If it had been someone else, even another man, the Indian boys would’ve just ignored the warnings. But Norma was a warrior. She was powerful. She could have picked up any two of the boys and smashed their skulls together. But worse than that, she would have dragged them all over to some tipi and made them listen to some elder tell a dusty old story.

The Indian boys scattered, and Norma walked over to Thomas and picked him up.

“Hey, little man, are you okay?” she asked.

Thomas gave her a thumbs up.

“Why they always picking on you?”

Thomas shook his head, closed his eyes, but no stories came to him, no words or music. He just wanted to go home, to lie in his bed and let his dreams tell his stories for him.

Thomas Builds-the-Fire and Victor sat next to each other in the airplane, coach section. A tiny white woman had the window seat. She was busy twisting her body into pretzels. She was flexible.

“I have to ask,” Thomas said, and Victor closed his eyes in embarrassment.

“Don’t,” Victor said.

“Excuse me, miss,” Thomas asked. “Are you a gymnast or something?”

“There’s no something about it,” she said. “I was first alternate on the 1980 Olympic team.”

“Really?” Thomas asked.

“Really.”

“I mean, you used to be a world-class athlete?” Thomas asked.

“My husband still thinks I am.”

Thomas Builds-the-Fire smiled. She was a mental gymnast, too. She pulled her leg straight up against her body so that she could’ve kissed her kneecap.

“I wish I could do that,” Thomas said.

Victor was ready to jump out of the plane. Thomas, that crazy Indian storyteller with ratty old braids and broken teeth, was flirting with a beautiful Olympic gymnast. Nobody back home on the reservation would ever believe it.

“Well,” the gymnast said. “It’s easy. Try it.”

Thomas grabbed at his leg and tried to pull it up into the same position as the gymnast. He couldn’t even come close, which made Victor and the gymnast laugh.

“Hey,” she asked. “You two are Indian, right?”

“Full-blood,” Victor said.

“Not me,” Thomas said. “I’m half magician on my mother’s side and half clown on my father’s.”

They all laughed.

“What are your names?” she asked.

“Victor and Thomas.”

“Mine is Cathy. Pleased to meet you all.”
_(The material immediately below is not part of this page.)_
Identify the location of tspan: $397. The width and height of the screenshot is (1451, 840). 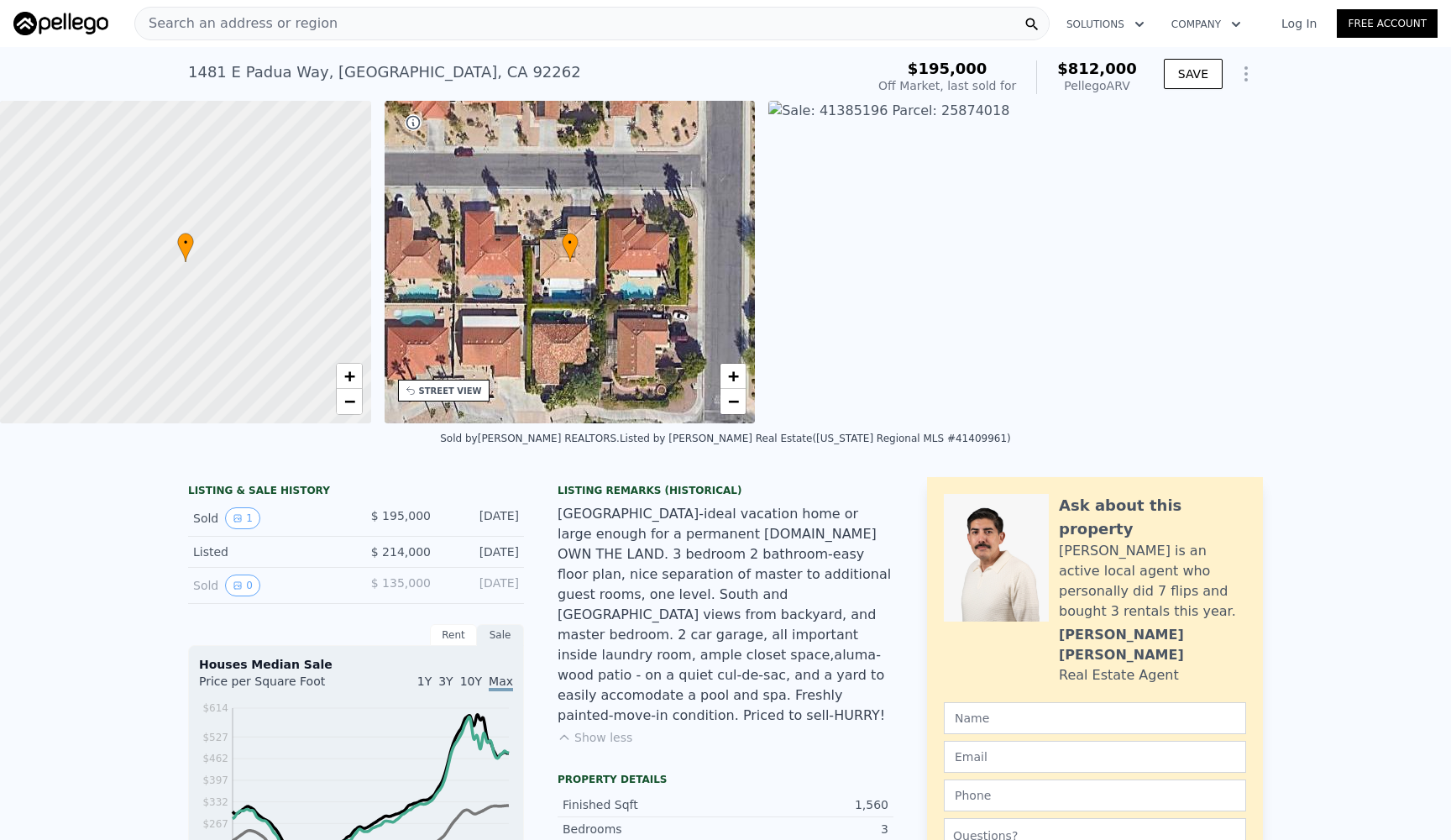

The three of them talked for the duration of the flight. Cathy the gymnast complained about the government, how they screwed the 1980 Olympic team by boycotting.
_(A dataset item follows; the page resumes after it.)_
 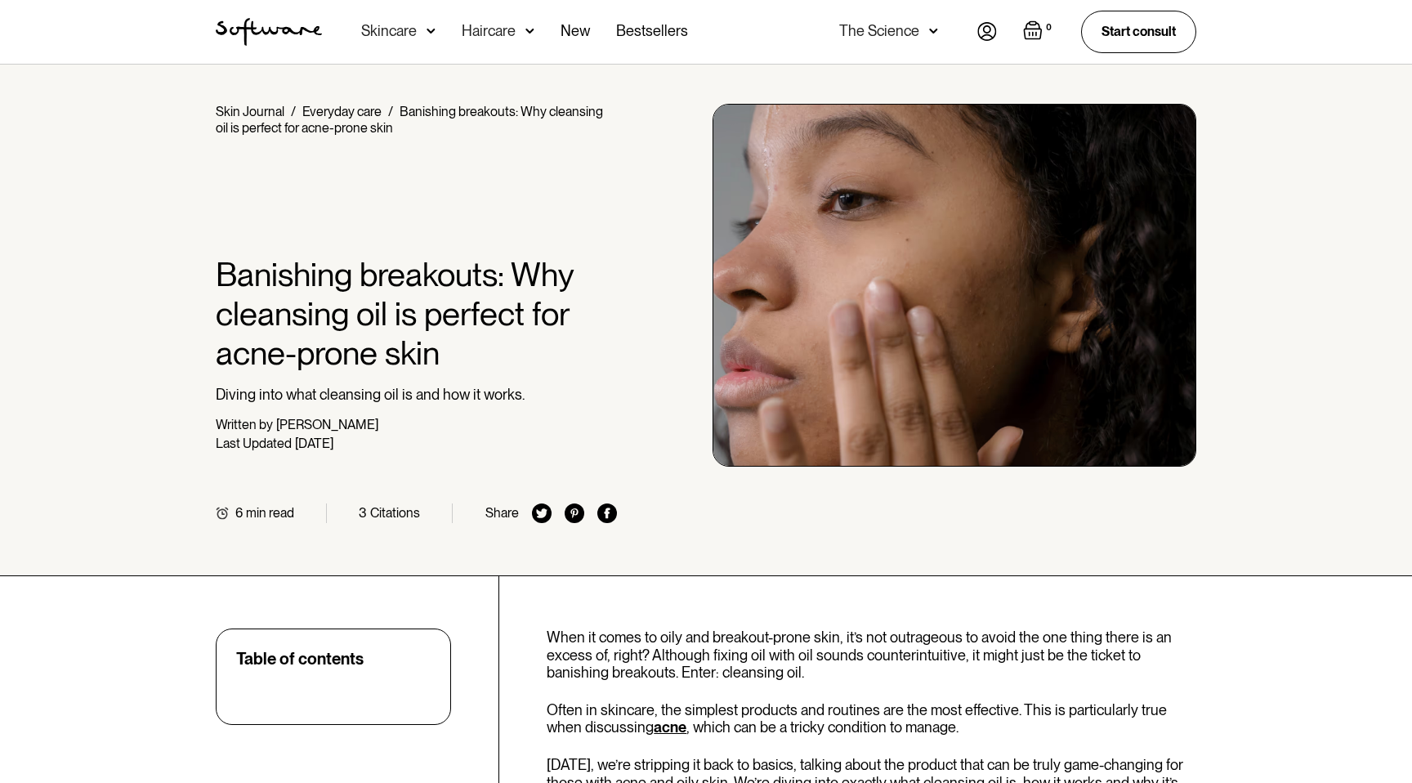 I want to click on a: Start consult, so click(x=1138, y=31).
“Sounds like you all got a lot in common with Indians,” Thomas said.

Nobody laughed.

After the plane landed in Phoenix and they had all found their way to the terminal, Cathy the gymnast smiled and waved good-bye.

“She was really nice,” Thomas said.

“Yeah, but everybody talks to everybody on airplanes,” Victor said. “It’s too bad we can’t always be that way.”